Pubdate: Sat, 21 Dec 2013
Source: Kingsport Times-News (TN)
Copyright: 2013 Kingsport Publishing Corporation
Contact: http://www.timesnews.net/lettertoeditor.php
Website: http://www.timesnews.net/
Details: http://www.mapinc.org/media/1437

IT'S TIME TO END IRRATIONAL, COSTLY WAR ON MARIJUANA

In the wake of a Gallup poll that found more Americans are now in 
favor of legalizing marijuana than criminalizing it, we came across a 
statement from CALM (Citizens Against Legalizing Marijuana), which 
offers only this: "We affirm the 2006 FDA finding and vast scientific 
evidence that marijuana causes harm. The normalization, expanded use, 
and increased availability of marijuana are detrimental to our youth, 
to public health, and to the safety of our society."

That offers nothing of use. You can be harmed by drinking too much water.

Is it logical to continue to expend society's legal resources to 
prosecute and incarcerate those who choose to consume a drug which is 
no more a threat to safety or a detriment to any of us than is 
alcohol? We have laws against persons taking to the highway while 
intoxicated, whether by alcohol or any other drug. We have laws 
against minors consuming these drugs. Use them in the workplace, 
thereby putting others at risk, and you'll be terminated.

Why do we continue to instruct our law enforcement officers to arrest 
citizens for possession of plant material? Why, in Tennessee, do we 
classify them as felons if they possess a mere half-ounce of the stuff?

Fact is that unlike alcohol, marijuana is not toxic, marijuana 
"overdoses" are all but impossible, it hardly compares to alcohol or 
tobacco addiction, has relatively minor side effects and clear 
medical value to those suffering from a variety of serious ailments, 
offering relief from pain, nausea and other symptoms. Yet some 
750,000 Americans are arrested every year for merely possessing it - 
some for possessing it in their homes where they smoke a joint for 
relaxation rather than consume a glass of wine.

Meantime, consumption of marijuana, which has not been and will not 
be deterred, is fueling international criminal activity, much of it 
centered in South American states, which has cost tens of thousands 
of lives and totally corrupted the government of neighboring Mexico. 
The U.S. spends untold millions in its failing program of 
interdicting the movement of marijuana into the country. And 
thousands of Americans languish in prison for the bum rap of selling 
it because their personal stash exceeded some arbitrary limit.

No one has ever died of a marijuana overdose. On the other hand, 
38,000 died two years ago from drug overdoses, 60 percent of which 
were related to prescription drugs; 25,600 died from alcohol-related 
causes and nearly a half-million from tobacco-related causes. Nor, 
contrary to popular belief, is marijuana a gateway drug. Scientific 
American points out that studies which show people who use marijuana 
first before trying other drugs is correlation and not causation: 
people who go on to use hard drugs also smoke cigarettes and drink alcohol.

The criminalization of marijuana is costing American taxpayers more 
than $7 billion annually, destroying lives and driving an underground 
economy that leads to real crimes. It is long past time it was 
legalized. The federal government won't do it, but Tennessee can and 
should join other states in decriminalizing marijuana.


#### THE PROBLEM:
Everything from the line containing "Segment this screenshot: for" through the final line of the entries, both included, should be copied exactly and with nothing else; please skip pictures.
Segment Start: DATA EXTRACTS
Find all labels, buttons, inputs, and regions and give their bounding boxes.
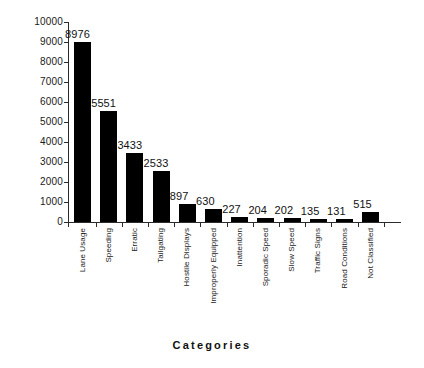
y-axis-tick-label: 10000 bbox=[3, 17, 63, 27]
bar-value-label: 3433 bbox=[117, 140, 142, 151]
bar bbox=[336, 219, 353, 222]
y-axis-tick-label: 3000 bbox=[3, 157, 63, 167]
x-axis-category-label: Erratic bbox=[128, 228, 142, 338]
y-axis-line bbox=[68, 22, 69, 223]
bar-value-label: 5551 bbox=[91, 98, 116, 109]
y-axis-tick-label: 6000 bbox=[3, 97, 63, 107]
x-axis-tick-mark bbox=[68, 223, 69, 227]
bar bbox=[100, 111, 117, 222]
x-axis-category-label: Improperly Equipped bbox=[207, 228, 221, 338]
x-axis-title: Categories bbox=[0, 339, 424, 351]
x-axis-tick-mark bbox=[384, 223, 385, 227]
x-axis-category-label: Tailgating bbox=[154, 228, 168, 338]
x-axis-category-label-text: Road Conditions bbox=[341, 228, 349, 289]
y-axis-tick-label: 7000 bbox=[3, 77, 63, 87]
bar bbox=[179, 204, 196, 222]
bar bbox=[205, 209, 222, 222]
x-axis-tick-mark bbox=[200, 223, 201, 227]
y-axis-tick-label: 1000 bbox=[3, 197, 63, 207]
y-axis-tick-label: 4000 bbox=[3, 137, 63, 147]
x-axis-category-label: Lane Usage bbox=[76, 228, 90, 338]
bar-value-label: 897 bbox=[170, 191, 189, 202]
x-axis-category-label-text: Sporadic Speed bbox=[262, 228, 270, 286]
bar-value-label: 630 bbox=[196, 196, 215, 207]
y-axis-tick-label: 2000 bbox=[3, 177, 63, 187]
bar-value-label: 227 bbox=[222, 204, 241, 215]
x-axis-category-label-text: Inattention bbox=[236, 228, 244, 266]
x-axis-category-label: Slow Speed bbox=[285, 228, 299, 338]
x-axis-category-label-text: Erratic bbox=[131, 228, 139, 252]
x-axis-category-label: Sporadic Speed bbox=[259, 228, 273, 338]
x-axis-tick-mark bbox=[122, 223, 123, 227]
bar bbox=[126, 153, 143, 222]
bar bbox=[74, 42, 91, 222]
bar bbox=[231, 217, 248, 222]
bar-value-label: 204 bbox=[248, 205, 267, 216]
x-axis-tick-mark bbox=[96, 223, 97, 227]
x-axis-category-label: Not Classified bbox=[364, 228, 378, 338]
x-axis-category-label-text: Slow Speed bbox=[288, 228, 296, 272]
bar bbox=[153, 171, 170, 222]
bar-value-label: 2533 bbox=[144, 158, 169, 169]
bar-chart: 1000090008000700060005000400030002000100… bbox=[0, 0, 424, 368]
x-axis-category-label: Traffic Signs bbox=[311, 228, 325, 338]
y-axis-tick-label: 9000 bbox=[3, 37, 63, 47]
x-axis-tick-mark bbox=[148, 223, 149, 227]
x-axis-tick-mark bbox=[358, 223, 359, 227]
y-axis-tick-label: 0 bbox=[3, 217, 63, 227]
bar bbox=[257, 218, 274, 222]
x-axis-category-label: Hostile Displays bbox=[180, 228, 194, 338]
x-axis-line bbox=[68, 222, 401, 223]
x-axis-category-label: Road Conditions bbox=[338, 228, 352, 338]
x-axis-category-label-text: Not Classified bbox=[367, 228, 375, 279]
x-axis-category-label: Inattention bbox=[233, 228, 247, 338]
x-axis-category-label-text: Hostile Displays bbox=[183, 228, 191, 287]
x-axis-category-label-text: Traffic Signs bbox=[314, 228, 322, 273]
y-axis-tick-label: 8000 bbox=[3, 57, 63, 67]
bar-value-label: 131 bbox=[327, 206, 346, 217]
x-axis-tick-mark bbox=[227, 223, 228, 227]
bar bbox=[284, 218, 301, 222]
bar-value-label: 135 bbox=[301, 206, 320, 217]
bar bbox=[310, 219, 327, 222]
x-axis-category-label-text: Improperly Equipped bbox=[210, 228, 218, 304]
y-axis-tick-label: 5000 bbox=[3, 117, 63, 127]
x-axis-tick-mark bbox=[279, 223, 280, 227]
x-axis-tick-mark bbox=[305, 223, 306, 227]
x-axis-category-label: Speeding bbox=[102, 228, 116, 338]
x-axis-category-label-text: Lane Usage bbox=[79, 228, 87, 272]
bar-value-label: 202 bbox=[275, 205, 294, 216]
bar-value-label: 515 bbox=[353, 199, 372, 210]
x-axis-category-label-text: Tailgating bbox=[157, 228, 165, 263]
bar bbox=[362, 212, 379, 222]
bar-value-label: 8976 bbox=[65, 29, 90, 40]
x-axis-tick-mark bbox=[174, 223, 175, 227]
x-axis-tick-mark bbox=[253, 223, 254, 227]
x-axis-tick-mark bbox=[331, 223, 332, 227]
x-axis-category-label-text: Speeding bbox=[105, 228, 113, 263]
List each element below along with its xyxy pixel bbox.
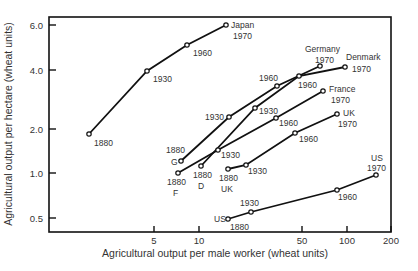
- data-point-marker: [335, 112, 339, 116]
- data-point-marker: [179, 159, 183, 163]
- point-label: 1960: [338, 192, 357, 202]
- point-label: F: [173, 188, 178, 198]
- data-point-marker: [199, 164, 203, 168]
- x-tick-label: 50: [297, 235, 308, 246]
- point-label: 1960: [299, 134, 318, 144]
- point-label: Denmark: [346, 52, 381, 62]
- point-label: 1970: [331, 95, 350, 105]
- x-axis: 51050100200: [151, 226, 399, 246]
- point-label: 1930: [221, 150, 240, 160]
- point-label: 1970: [315, 55, 334, 65]
- point-label: 1970: [233, 31, 252, 41]
- point-label: 1970: [367, 163, 386, 173]
- y-tick-label: 6.0: [30, 20, 43, 31]
- point-label: France: [329, 84, 356, 94]
- data-point-marker: [185, 43, 189, 47]
- data-point-marker: [227, 115, 231, 119]
- point-label: UK: [221, 184, 233, 194]
- y-tick-label: 4.0: [30, 65, 43, 76]
- chart: 51050100200 6.04.02.01.00.5 188019301960…: [0, 0, 418, 271]
- series-germany: 1880G19301960Germany1970: [166, 44, 341, 167]
- y-tick-label: 1.0: [30, 168, 43, 179]
- point-label: G: [171, 157, 178, 167]
- y-axis: 6.04.02.01.00.5: [30, 20, 56, 224]
- point-label: 1880: [193, 170, 212, 180]
- data-point-marker: [226, 217, 230, 221]
- point-label: 1930: [248, 166, 267, 176]
- y-axis-label: Agricultural output per hectare (wheat u…: [2, 22, 14, 226]
- data-point-marker: [224, 23, 228, 27]
- point-label: 1960: [298, 80, 317, 90]
- point-label: 1880: [94, 138, 113, 148]
- data-point-marker: [253, 106, 257, 110]
- series-japan: 188019301960Japan1970: [87, 20, 255, 148]
- x-tick-label: 100: [339, 235, 355, 246]
- point-label: US: [214, 214, 226, 224]
- point-label: 1880: [219, 173, 238, 183]
- data-point-marker: [226, 167, 230, 171]
- y-tick-label: 2.0: [30, 124, 43, 135]
- data-point-marker: [293, 131, 297, 135]
- point-label: 1930: [259, 106, 278, 116]
- point-label: 1930: [205, 112, 224, 122]
- data-point-marker: [176, 171, 180, 175]
- point-label: 1880: [166, 145, 185, 155]
- data-point-marker: [297, 74, 301, 78]
- point-label: 1930: [240, 198, 259, 208]
- point-label: 1880: [167, 177, 186, 187]
- x-tick-label: 5: [151, 235, 156, 246]
- data-point-marker: [87, 132, 91, 136]
- data-point-marker: [249, 210, 253, 214]
- point-label: D: [198, 181, 204, 191]
- data-point-marker: [374, 173, 378, 177]
- point-label: 1930: [153, 74, 172, 84]
- data-point-marker: [343, 65, 347, 69]
- chart-canvas: 51050100200 6.04.02.01.00.5 188019301960…: [0, 0, 418, 271]
- point-label: UK: [343, 108, 355, 118]
- data-point-marker: [275, 84, 279, 88]
- data-point-marker: [274, 116, 278, 120]
- point-label: 1970: [352, 64, 371, 74]
- point-label: 1960: [193, 48, 212, 58]
- x-axis-label: Agricultural output per male worker (whe…: [102, 247, 328, 259]
- y-tick-label: 0.5: [30, 213, 43, 224]
- point-label: Japan: [231, 20, 254, 30]
- x-tick-label: 10: [194, 235, 205, 246]
- point-label: US: [371, 153, 383, 163]
- point-label: 1880: [230, 222, 249, 232]
- data-point-marker: [145, 69, 149, 73]
- x-tick-label: 200: [383, 235, 399, 246]
- point-label: 1970: [338, 119, 357, 129]
- point-label: 1960: [279, 118, 298, 128]
- point-label: Germany: [305, 44, 341, 54]
- point-label: 1960: [259, 73, 278, 83]
- data-point-marker: [321, 89, 325, 93]
- series-layer: 188019301960Japan19701880G19301960German…: [87, 20, 386, 232]
- data-point-marker: [216, 148, 220, 152]
- series-us: US188019301960US1970: [214, 153, 386, 232]
- series-france: 1880F19301960France1970: [167, 84, 356, 198]
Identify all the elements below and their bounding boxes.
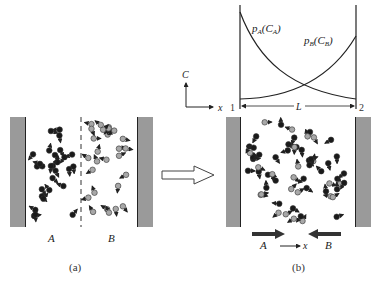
- flux-arrow-b-icon: [308, 229, 341, 239]
- caption-a: (a): [69, 261, 82, 274]
- caption-b: (b): [292, 261, 305, 274]
- right-wall: [138, 117, 153, 227]
- panel-a: A B (a): [10, 117, 153, 274]
- label-b: B: [108, 232, 115, 244]
- flux-arrow-a-icon: [252, 229, 285, 239]
- particles-b: [82, 121, 133, 216]
- flux-label-b: B: [325, 239, 332, 251]
- panel-b: A B x (b): [226, 117, 371, 274]
- left-wall-b: [226, 117, 240, 227]
- left-wall: [10, 117, 25, 227]
- right-wall-b: [356, 117, 371, 227]
- concentration-graph: pA(CA) pB(CB) C x 1 2 L: [182, 5, 364, 113]
- diffusion-diagram: A B (a) pA(CA) pB(CB) C x 1 2 L: [0, 0, 381, 286]
- curve-pb-label: pB(CB): [303, 34, 333, 48]
- axis-x-label: x: [217, 102, 223, 113]
- point-1-label: 1: [230, 102, 235, 113]
- flux-label-a: A: [259, 239, 267, 251]
- point-2-label: 2: [359, 102, 364, 113]
- curve-pa-label: pA(CA): [251, 22, 281, 36]
- length-label: L: [295, 101, 302, 112]
- particles-mixed: [245, 118, 347, 224]
- hollow-right-arrow-icon: [162, 166, 214, 184]
- particles-a: [29, 127, 78, 222]
- x-direction-label: x: [302, 240, 308, 251]
- axis-c-label: C: [182, 69, 189, 80]
- label-a: A: [47, 232, 55, 244]
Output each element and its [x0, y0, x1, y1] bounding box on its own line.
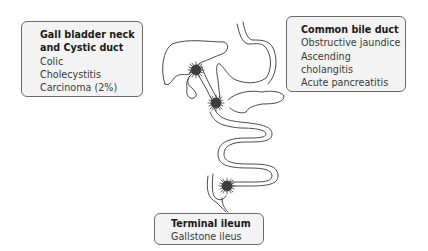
callout-item: Cholecystitis: [40, 68, 142, 81]
callout-title: Common bile duct: [301, 23, 405, 36]
gallbladder-callout: Gall bladder neck and Cystic duct Colic …: [21, 21, 143, 97]
gallstone-icon: [208, 95, 224, 111]
colon-outline: [207, 176, 226, 212]
callout-title: Terminal ileum: [171, 217, 263, 230]
callout-item: Gallstone ileus: [171, 230, 263, 243]
callout-item: Ascending cholangitis: [301, 50, 405, 77]
gallstone-icon: [219, 178, 235, 194]
callout-item: Carcinoma (2%): [40, 81, 142, 94]
callout-item: Acute pancreatitis: [301, 76, 405, 89]
callout-title: Gall bladder neck: [40, 28, 142, 41]
esophagus-inner: [243, 22, 276, 84]
appendix-outline: [222, 198, 228, 212]
callout-item: Obstructive jaundice: [301, 36, 405, 49]
stomach-outline: [217, 24, 271, 100]
gallbladder-outline: [187, 76, 196, 98]
callout-title: and Cystic duct: [40, 41, 142, 54]
small-bowel-outer: [214, 108, 278, 186]
pancreas-outline: [228, 91, 284, 113]
callout-item: Colic: [40, 55, 142, 68]
terminal-ileum-callout: Terminal ileum Gallstone ileus: [154, 213, 264, 245]
common-bile-duct-callout: Common bile duct Obstructive jaundice As…: [286, 16, 406, 92]
gallstone-icon: [188, 62, 204, 78]
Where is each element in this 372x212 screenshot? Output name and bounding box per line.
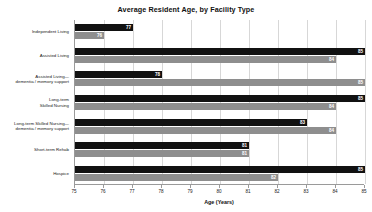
bar: 81 <box>75 150 249 157</box>
x-tick-mark <box>74 185 75 188</box>
bar-group: 8384 <box>75 119 364 134</box>
bar-group: 8582 <box>75 166 364 181</box>
x-tick-mark <box>306 185 307 188</box>
x-tick-label: 81 <box>245 189 250 194</box>
bar: 84 <box>75 103 336 110</box>
y-category-label: Long-term Skilled Nursing— dementia / me… <box>14 121 69 131</box>
bar: 84 <box>75 127 336 134</box>
y-category-label: Hospice <box>53 171 69 176</box>
x-tick-mark <box>161 185 162 188</box>
bar: 82 <box>75 174 278 181</box>
bar: 77 <box>75 24 133 31</box>
bar-value-label: 85 <box>358 48 363 55</box>
bar-value-label: 85 <box>358 166 363 173</box>
bar-value-label: 84 <box>329 56 334 63</box>
bar-value-label: 84 <box>329 127 334 134</box>
bar: 85 <box>75 79 365 86</box>
bar-value-label: 82 <box>271 174 276 181</box>
x-tick-mark <box>103 185 104 188</box>
bar-value-label: 77 <box>126 24 131 31</box>
x-tick-label: 79 <box>187 189 192 194</box>
y-category-label: Long-term Skilled Nursing <box>40 97 69 107</box>
bar: 85 <box>75 95 365 102</box>
bar-value-label: 84 <box>329 103 334 110</box>
bar: 78 <box>75 71 162 78</box>
bar-series-group: 7776858478858584838481818582 <box>75 20 364 184</box>
y-category-label: Assisted Living <box>40 53 69 58</box>
bar: 85 <box>75 48 365 55</box>
bar-value-label: 83 <box>300 119 305 126</box>
x-tick-label: 82 <box>274 189 279 194</box>
bar-group: 7776 <box>75 24 364 39</box>
x-axis-label: Age (Years) <box>74 199 364 205</box>
bar: 83 <box>75 119 307 126</box>
x-tick-mark <box>364 185 365 188</box>
bar-group: 8181 <box>75 142 364 157</box>
bar: 76 <box>75 32 104 39</box>
chart-title: Average Resident Age, by Facility Type <box>0 5 372 14</box>
y-category-label: Independent Living <box>32 29 69 34</box>
bar-value-label: 78 <box>155 71 160 78</box>
x-tick-mark <box>277 185 278 188</box>
y-category-label: Short-term Rehab <box>34 147 69 152</box>
bar-group: 7885 <box>75 71 364 86</box>
plot-area: 7776858478858584838481818582 <box>74 20 364 185</box>
x-tick-mark <box>335 185 336 188</box>
x-tick-mark <box>132 185 133 188</box>
gridline <box>365 20 366 184</box>
x-tick-mark <box>248 185 249 188</box>
bar-value-label: 81 <box>242 150 247 157</box>
x-tick-label: 75 <box>71 189 76 194</box>
x-tick-label: 85 <box>361 189 366 194</box>
chart-container: Average Resident Age, by Facility Type I… <box>0 0 372 212</box>
bar: 81 <box>75 142 249 149</box>
bar-group: 8584 <box>75 48 364 63</box>
y-category-label: Assisted Living— dementia / memory suppo… <box>16 74 69 84</box>
x-tick-mark <box>219 185 220 188</box>
bar-value-label: 85 <box>358 95 363 102</box>
x-tick-label: 84 <box>332 189 337 194</box>
bar-value-label: 85 <box>358 79 363 86</box>
x-tick-label: 80 <box>216 189 221 194</box>
bar-value-label: 76 <box>97 32 102 39</box>
bar-value-label: 81 <box>242 142 247 149</box>
x-tick-mark <box>190 185 191 188</box>
bar: 85 <box>75 166 365 173</box>
x-tick-label: 78 <box>158 189 163 194</box>
bar: 84 <box>75 56 336 63</box>
x-tick-label: 83 <box>303 189 308 194</box>
x-tick-label: 77 <box>129 189 134 194</box>
x-axis-ticks: 7576777879808182838485 <box>74 185 364 199</box>
x-tick-label: 76 <box>100 189 105 194</box>
bar-group: 8584 <box>75 95 364 110</box>
y-axis-category-labels: Independent LivingAssisted LivingAssiste… <box>0 20 72 185</box>
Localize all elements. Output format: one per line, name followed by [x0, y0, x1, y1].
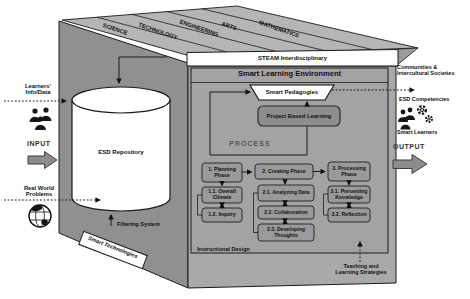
real-world-problems-label: Real World Problems: [15, 185, 63, 198]
output-label: OUTPUT: [393, 143, 425, 151]
sle-title: Smart Learning Environment: [191, 70, 388, 78]
steam-bar-label: STEAM Interdisciplinary: [187, 55, 398, 62]
phase-developing-thoughts-label: 2.3. Developing Thoughts: [258, 224, 314, 241]
pbl-label: Project Based Learning: [258, 106, 340, 126]
gear-icon: [418, 106, 426, 114]
phase-collaboration-label: 2.2. Collaboration: [258, 206, 314, 219]
process-label: PROCESS: [224, 140, 276, 148]
phase-overall-climate-label: 1.1. Overall Climate: [202, 187, 242, 203]
instructional-design-label: Instructional Design: [197, 246, 250, 252]
phase-planning-label: 1. Planning Phase: [202, 163, 242, 182]
phase-inquiry-label: 1.2. Inquiry: [202, 208, 242, 222]
people-icon: [398, 108, 415, 130]
esd-competencies-label: ESD Competencies: [399, 96, 449, 102]
globe-icon: [29, 205, 51, 227]
phase-reflection-label: 3.2. Reflection: [328, 208, 370, 222]
esd-repository-label: ESD Repository: [91, 149, 151, 156]
smart-pedagogies-label: Smart Pedagogies: [252, 89, 332, 96]
learners-info-label: Learners' Info/Data: [14, 83, 62, 96]
smart-learners-label: Smart Learners: [397, 129, 437, 135]
output-arrow: [393, 155, 427, 174]
steam-sle-diagram: SCIENCE TECHNOLOGY ENGINEERING ARTS MATH…: [0, 0, 470, 299]
gear-icon: [426, 116, 432, 122]
cylinder-top: [72, 87, 170, 113]
input-label: INPUT: [27, 140, 51, 148]
learners-people-icon: [30, 107, 52, 130]
communities-label: Communities & Intercultural Societies: [397, 64, 467, 76]
phase-analyzing-data-label: 2.1. Analyzing Data: [258, 185, 314, 201]
phase-presenting-knowledge-label: 3.1. Presenting Knowledge: [328, 186, 370, 203]
phase-processing-label: 3. Processing Phase: [328, 162, 370, 181]
input-arrow: [28, 152, 57, 169]
teaching-strategies-label: Teaching and Learning Strategies: [330, 263, 392, 275]
filtering-system-label: Filtering System: [117, 221, 167, 227]
phase-creating-label: 2. Creating Phase: [255, 164, 313, 179]
smart-learners-icon: [398, 106, 432, 129]
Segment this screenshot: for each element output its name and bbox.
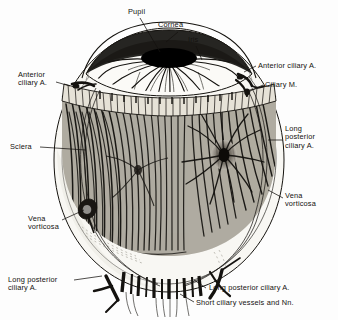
eye-anatomy-figure [0,0,338,320]
label-short-ciliary-vessels: Short ciliary vessels and Nn. [196,299,294,307]
label-anterior-ciliary-artery-right: Anterior ciliary A. [258,62,316,70]
label-cornea: Cornea [158,21,183,29]
label-ciliary-muscle: Ciliary M. [265,81,297,89]
label-vena-vorticosa-left: Vena vorticosa [28,215,59,232]
label-long-posterior-ciliary-artery-right: Long posterior ciliary A. [285,125,315,150]
label-sclera: Sclera [10,143,32,151]
label-anterior-ciliary-artery-left: Anterior ciliary A. [18,71,47,88]
label-vena-vorticosa-right: Vena vorticosa [285,192,316,209]
label-long-posterior-ciliary-artery-bottom: Long posterior ciliary A. [209,284,290,292]
label-long-posterior-ciliary-artery-left: Long posterior ciliary A. [8,276,57,293]
label-pupil: Pupil [128,8,145,16]
label-iris: Iris [188,36,198,44]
Segment End: DATA EXTRACTS
#### EXPECTED ANSWER:
Segment this screenshot: for each element output its name and bbox.
eye-anatomy-figure [0,0,338,320]
label-short-ciliary-vessels: Short ciliary vessels and Nn. [196,299,294,307]
label-anterior-ciliary-artery-right: Anterior ciliary A. [258,62,316,70]
label-cornea: Cornea [158,21,183,29]
label-ciliary-muscle: Ciliary M. [265,81,297,89]
label-vena-vorticosa-left: Vena vorticosa [28,215,59,232]
label-long-posterior-ciliary-artery-right: Long posterior ciliary A. [285,125,315,150]
label-sclera: Sclera [10,143,32,151]
label-anterior-ciliary-artery-left: Anterior ciliary A. [18,71,47,88]
label-vena-vorticosa-right: Vena vorticosa [285,192,316,209]
label-long-posterior-ciliary-artery-bottom: Long posterior ciliary A. [209,284,290,292]
label-long-posterior-ciliary-artery-left: Long posterior ciliary A. [8,276,57,293]
label-pupil: Pupil [128,8,145,16]
label-iris: Iris [188,36,198,44]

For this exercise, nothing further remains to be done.